Studying Abnormal • We will study one of these disorders (Anxiety, Affective or Eating) and assess from: • Etiology • Biological • Cognitive • Sociocultural • Symptoms • Prevalence • Treatment • Biometical (drug therapy) • Individual psychotherapy • Group psychotherapy • Cultural and gender variations
Discuss the concepts of normality and abnormality Pgs 136-141
Concepts of normality and abnormality • Who decides what is normal and what is abnormal? • What effect does culture have on interpreting behavior? • How does different social settings change the interpretation of what is normal vs abnormal? • If treatment is dependent upon diagnosis, how does one qualify the degree of behavior? • Often it is a series of judgement • Diagnostic manual
Trends in behavior • Intelligence and short term memory follow normal distributions • Abnormality is often defined as a “subjective” feeling of “not normal” • anxiety, unhappiness, distress. • When behavior violates social norms or makes others anxious??? Can this be seen as abnormality?
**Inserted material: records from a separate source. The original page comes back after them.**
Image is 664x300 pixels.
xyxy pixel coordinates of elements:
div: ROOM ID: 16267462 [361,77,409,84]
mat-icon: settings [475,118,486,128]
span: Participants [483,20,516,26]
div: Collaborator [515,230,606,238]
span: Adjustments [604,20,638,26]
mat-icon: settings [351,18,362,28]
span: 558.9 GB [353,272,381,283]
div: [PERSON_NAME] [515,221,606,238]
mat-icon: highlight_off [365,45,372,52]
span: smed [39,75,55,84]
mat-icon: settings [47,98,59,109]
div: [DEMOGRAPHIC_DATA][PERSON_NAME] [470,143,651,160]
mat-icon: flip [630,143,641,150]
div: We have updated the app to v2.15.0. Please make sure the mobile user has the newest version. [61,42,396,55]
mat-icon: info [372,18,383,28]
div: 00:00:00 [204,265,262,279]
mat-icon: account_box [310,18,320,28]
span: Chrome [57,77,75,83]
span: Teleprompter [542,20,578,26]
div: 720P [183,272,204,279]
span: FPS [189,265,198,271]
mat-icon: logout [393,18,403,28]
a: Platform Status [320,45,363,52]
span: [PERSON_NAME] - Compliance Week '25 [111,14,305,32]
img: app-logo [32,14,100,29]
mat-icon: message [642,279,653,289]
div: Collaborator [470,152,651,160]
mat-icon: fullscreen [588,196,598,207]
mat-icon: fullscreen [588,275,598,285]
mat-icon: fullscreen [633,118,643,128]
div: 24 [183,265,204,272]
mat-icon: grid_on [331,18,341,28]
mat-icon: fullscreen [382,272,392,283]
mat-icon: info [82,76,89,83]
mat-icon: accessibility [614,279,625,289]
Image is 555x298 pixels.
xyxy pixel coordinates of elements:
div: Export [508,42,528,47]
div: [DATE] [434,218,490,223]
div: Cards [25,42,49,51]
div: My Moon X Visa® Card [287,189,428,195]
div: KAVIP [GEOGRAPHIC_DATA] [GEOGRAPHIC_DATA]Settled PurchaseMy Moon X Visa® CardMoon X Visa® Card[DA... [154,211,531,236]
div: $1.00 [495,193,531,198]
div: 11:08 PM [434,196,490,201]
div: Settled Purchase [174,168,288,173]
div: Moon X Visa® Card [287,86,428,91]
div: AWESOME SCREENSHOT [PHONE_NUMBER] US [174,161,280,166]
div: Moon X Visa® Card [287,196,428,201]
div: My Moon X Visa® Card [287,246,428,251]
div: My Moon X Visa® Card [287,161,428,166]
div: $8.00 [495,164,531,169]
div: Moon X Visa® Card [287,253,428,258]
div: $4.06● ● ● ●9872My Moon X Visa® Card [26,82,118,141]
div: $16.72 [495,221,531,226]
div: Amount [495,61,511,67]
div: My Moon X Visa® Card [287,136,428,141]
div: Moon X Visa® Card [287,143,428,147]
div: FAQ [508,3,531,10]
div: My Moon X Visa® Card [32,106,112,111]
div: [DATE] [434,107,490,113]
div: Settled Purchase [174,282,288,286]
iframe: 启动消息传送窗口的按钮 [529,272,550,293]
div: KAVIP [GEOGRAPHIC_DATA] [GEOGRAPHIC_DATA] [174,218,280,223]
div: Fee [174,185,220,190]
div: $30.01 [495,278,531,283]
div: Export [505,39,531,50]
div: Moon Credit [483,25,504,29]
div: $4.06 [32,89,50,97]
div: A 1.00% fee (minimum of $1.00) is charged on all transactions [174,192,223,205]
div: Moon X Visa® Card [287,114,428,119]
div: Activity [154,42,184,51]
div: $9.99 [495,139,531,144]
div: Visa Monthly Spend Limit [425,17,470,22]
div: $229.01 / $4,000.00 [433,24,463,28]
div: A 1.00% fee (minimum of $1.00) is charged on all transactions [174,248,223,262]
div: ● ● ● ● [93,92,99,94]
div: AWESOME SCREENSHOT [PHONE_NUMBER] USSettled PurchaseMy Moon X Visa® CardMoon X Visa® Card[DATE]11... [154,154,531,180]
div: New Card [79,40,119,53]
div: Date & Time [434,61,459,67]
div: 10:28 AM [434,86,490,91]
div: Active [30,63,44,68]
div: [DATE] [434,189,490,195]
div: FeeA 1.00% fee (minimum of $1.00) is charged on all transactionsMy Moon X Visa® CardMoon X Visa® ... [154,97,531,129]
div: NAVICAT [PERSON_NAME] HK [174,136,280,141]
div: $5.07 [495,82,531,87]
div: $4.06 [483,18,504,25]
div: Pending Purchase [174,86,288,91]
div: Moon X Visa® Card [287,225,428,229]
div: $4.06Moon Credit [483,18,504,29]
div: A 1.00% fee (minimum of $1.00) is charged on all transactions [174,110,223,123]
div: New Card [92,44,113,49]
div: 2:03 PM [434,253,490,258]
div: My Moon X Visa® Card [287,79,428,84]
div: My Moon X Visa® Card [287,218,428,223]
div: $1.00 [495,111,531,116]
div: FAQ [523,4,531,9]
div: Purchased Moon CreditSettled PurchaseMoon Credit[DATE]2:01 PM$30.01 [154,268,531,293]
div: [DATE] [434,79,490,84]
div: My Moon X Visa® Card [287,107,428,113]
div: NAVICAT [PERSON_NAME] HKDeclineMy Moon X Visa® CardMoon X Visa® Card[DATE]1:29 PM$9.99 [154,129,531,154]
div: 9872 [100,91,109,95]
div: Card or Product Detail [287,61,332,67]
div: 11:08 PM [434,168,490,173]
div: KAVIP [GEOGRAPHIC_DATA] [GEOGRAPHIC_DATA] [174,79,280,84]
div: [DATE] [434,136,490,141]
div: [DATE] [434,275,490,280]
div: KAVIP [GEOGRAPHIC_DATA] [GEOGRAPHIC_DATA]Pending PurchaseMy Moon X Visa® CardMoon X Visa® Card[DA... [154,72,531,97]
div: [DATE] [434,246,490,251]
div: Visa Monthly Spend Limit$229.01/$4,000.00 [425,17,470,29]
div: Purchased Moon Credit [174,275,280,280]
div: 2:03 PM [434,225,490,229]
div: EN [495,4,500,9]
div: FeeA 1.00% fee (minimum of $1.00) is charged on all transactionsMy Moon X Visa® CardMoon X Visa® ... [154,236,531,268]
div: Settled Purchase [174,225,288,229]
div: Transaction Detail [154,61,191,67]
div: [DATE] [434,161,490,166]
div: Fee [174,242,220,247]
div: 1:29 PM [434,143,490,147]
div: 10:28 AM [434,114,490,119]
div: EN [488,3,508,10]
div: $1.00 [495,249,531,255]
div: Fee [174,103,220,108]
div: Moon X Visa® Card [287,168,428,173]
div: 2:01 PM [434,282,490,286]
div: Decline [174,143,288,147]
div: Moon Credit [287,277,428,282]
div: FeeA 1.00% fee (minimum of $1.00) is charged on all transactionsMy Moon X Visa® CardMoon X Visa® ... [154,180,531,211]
Rosenhan and Seligman (1984) • There are seven criteria that could be used to decide whether a person or behavior is normal or not: • Suffering • Maladaptiveness • Irrationality • Unpredictability • Vividness and unconventionality • Observer discomfort • Violation of moral or idea standards
Suffering • Does the person exhibit stress and discomfort?
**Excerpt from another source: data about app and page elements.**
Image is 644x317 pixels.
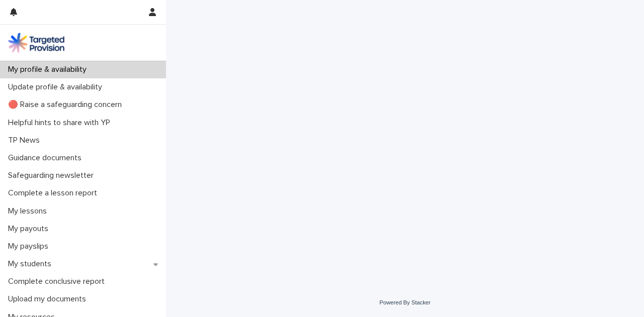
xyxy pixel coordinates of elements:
[4,207,55,216] p: My lessons
[4,153,90,163] p: Guidance documents
[4,259,59,269] p: My students
[380,300,430,306] a: Powered By Stacker
[4,136,48,145] p: TP News
[4,277,113,287] p: Complete conclusive report
[4,242,57,251] p: My payslips
[4,65,95,74] p: My profile & availability
[4,224,57,234] p: My payouts
[4,189,105,198] p: Complete a lesson report
[8,33,64,53] img: M5nRWzHhSzIhMunXDL62
[4,100,130,109] p: 🔴 Raise a safeguarding concern
[4,118,118,127] p: Helpful hints to share with YP
[4,82,110,92] p: Update profile & availability
[4,171,102,180] p: Safeguarding newsletter
[4,294,94,304] p: Upload my documents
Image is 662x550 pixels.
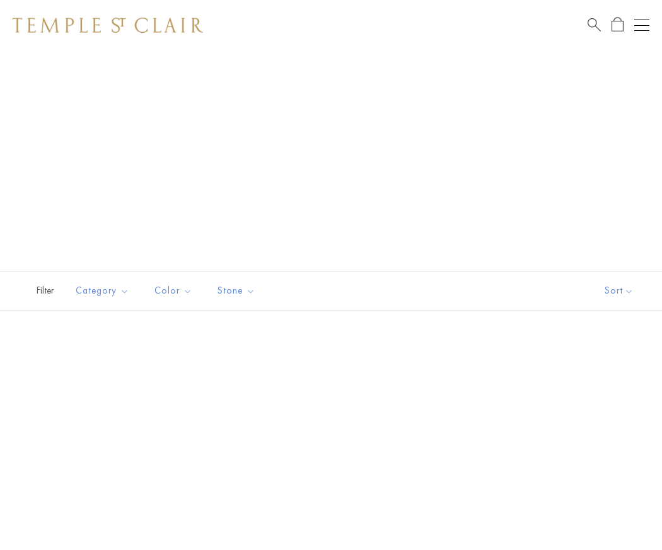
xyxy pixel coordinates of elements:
span: Stone [211,283,265,299]
span: Color [148,283,202,299]
a: Search [588,17,601,33]
img: Temple St. Clair [13,18,203,33]
button: Color [145,277,202,305]
span: Category [69,283,139,299]
button: Stone [208,277,265,305]
button: Show sort by [576,272,662,310]
a: Open Shopping Bag [611,17,623,33]
button: Open navigation [634,18,649,33]
button: Category [66,277,139,305]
Maladaptiveness • Does the person engage in behavior that make life difficult for him rather than being helpful?
Irrationality • Is the person incomprehensible or unable to communicate in a reasonable manner?
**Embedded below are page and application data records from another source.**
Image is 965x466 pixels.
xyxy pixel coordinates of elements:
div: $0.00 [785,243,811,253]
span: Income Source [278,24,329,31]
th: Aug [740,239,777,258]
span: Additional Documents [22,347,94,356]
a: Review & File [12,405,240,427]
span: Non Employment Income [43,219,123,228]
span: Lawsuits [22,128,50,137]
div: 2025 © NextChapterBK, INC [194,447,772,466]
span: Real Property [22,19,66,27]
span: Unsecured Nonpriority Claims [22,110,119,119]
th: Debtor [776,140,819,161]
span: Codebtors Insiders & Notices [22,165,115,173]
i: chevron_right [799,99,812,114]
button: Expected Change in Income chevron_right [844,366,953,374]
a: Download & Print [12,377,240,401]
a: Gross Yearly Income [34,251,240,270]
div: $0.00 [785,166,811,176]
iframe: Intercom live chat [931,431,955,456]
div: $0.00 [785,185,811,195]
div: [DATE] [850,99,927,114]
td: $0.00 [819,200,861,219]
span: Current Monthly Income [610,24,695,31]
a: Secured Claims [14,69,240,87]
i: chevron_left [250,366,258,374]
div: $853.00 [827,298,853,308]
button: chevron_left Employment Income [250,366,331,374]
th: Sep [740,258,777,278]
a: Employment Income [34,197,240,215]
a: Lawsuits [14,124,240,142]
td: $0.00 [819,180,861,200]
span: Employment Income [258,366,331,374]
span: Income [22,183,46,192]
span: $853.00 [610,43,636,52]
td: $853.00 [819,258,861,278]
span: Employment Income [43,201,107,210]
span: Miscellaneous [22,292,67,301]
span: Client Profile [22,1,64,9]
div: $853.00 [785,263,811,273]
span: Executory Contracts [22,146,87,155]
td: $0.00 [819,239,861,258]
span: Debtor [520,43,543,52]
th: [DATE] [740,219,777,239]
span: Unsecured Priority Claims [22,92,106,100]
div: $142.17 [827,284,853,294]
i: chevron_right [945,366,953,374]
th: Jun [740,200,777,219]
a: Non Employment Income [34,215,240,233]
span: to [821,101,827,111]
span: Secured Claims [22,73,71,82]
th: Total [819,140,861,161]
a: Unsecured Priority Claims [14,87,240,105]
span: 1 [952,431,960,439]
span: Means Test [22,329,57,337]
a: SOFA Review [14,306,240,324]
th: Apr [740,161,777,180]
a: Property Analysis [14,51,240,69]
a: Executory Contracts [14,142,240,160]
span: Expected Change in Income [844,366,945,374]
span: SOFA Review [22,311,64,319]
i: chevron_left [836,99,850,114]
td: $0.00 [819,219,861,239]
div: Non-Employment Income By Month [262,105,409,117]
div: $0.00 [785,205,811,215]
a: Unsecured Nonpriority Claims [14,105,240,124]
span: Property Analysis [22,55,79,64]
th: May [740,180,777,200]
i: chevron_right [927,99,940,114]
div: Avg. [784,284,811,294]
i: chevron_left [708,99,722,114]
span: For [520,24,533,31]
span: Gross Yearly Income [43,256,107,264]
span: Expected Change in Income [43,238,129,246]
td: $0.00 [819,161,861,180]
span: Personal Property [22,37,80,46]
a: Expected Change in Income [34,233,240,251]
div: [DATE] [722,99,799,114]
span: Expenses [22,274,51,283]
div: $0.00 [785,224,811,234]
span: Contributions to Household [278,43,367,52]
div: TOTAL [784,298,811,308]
Unpredictability • Does the person act in a ways that are unexpected by himself or other people?
Vividness and unconventionality • Does the person experience things that are different from most people?
Observer discomfort • Is the person acting in a way that is difficult to watch or that makes other people embarrassed?
Violation of moral or idea standards • Does the person habitually break the accepted ethical and moral standards of the culture?
Defining abnormality is not easy • Suffering, Maladaptiveness, Irrationality, Unpredictability: • Deals with how the person is living life • Vividness and unconventionality • Social judgment • Often fail to consider the diversity in how people live their lives • Observer discomfort, Violation of moral or idea standards • Social norms
Two Approaches to defining abnormal vs normal • The Mental health criteria: • Jahoda (1985) • The Mental illness criteria: • Diagnostic and Statistical Manual of Mental Disorders (American Psychiatric Association) • Medical model
The mental health criteria • Jahoda (1985) took a different approach – They assessed the characteristics that we identify with normal behavior. • Efficient self perception • Realistic self esteem and acceptance • Voluntary control of behavior • True perception of the world • Sustaining relationships and giving affection • Self-direction and productivity
Evaluation of mental health criteria • Using Johoda’s criteria, how might you be perceived in other cultures? • How would a behavior be perceived in different eras of time? • Example – sexuality (pg 138)
Be a thinker • The DSM has classified transsexualism as a disorder. It is called “gender identity disorder” when people feel deep within themselves that they are the opposite sex. Many films have portrayed the lives of people who are transsexual. 1. Should this de described as a disorder, as homosexuality was? 2. What are the arguments for and against declassification?
The mental illness criterion • Abnormal behavior is of physiologicalorigin – Medical model • Neurotransmitters, hormones • Can be treated with drug therapy • Psychopathology – psychological illness that is based on the observed symptoms of a patient.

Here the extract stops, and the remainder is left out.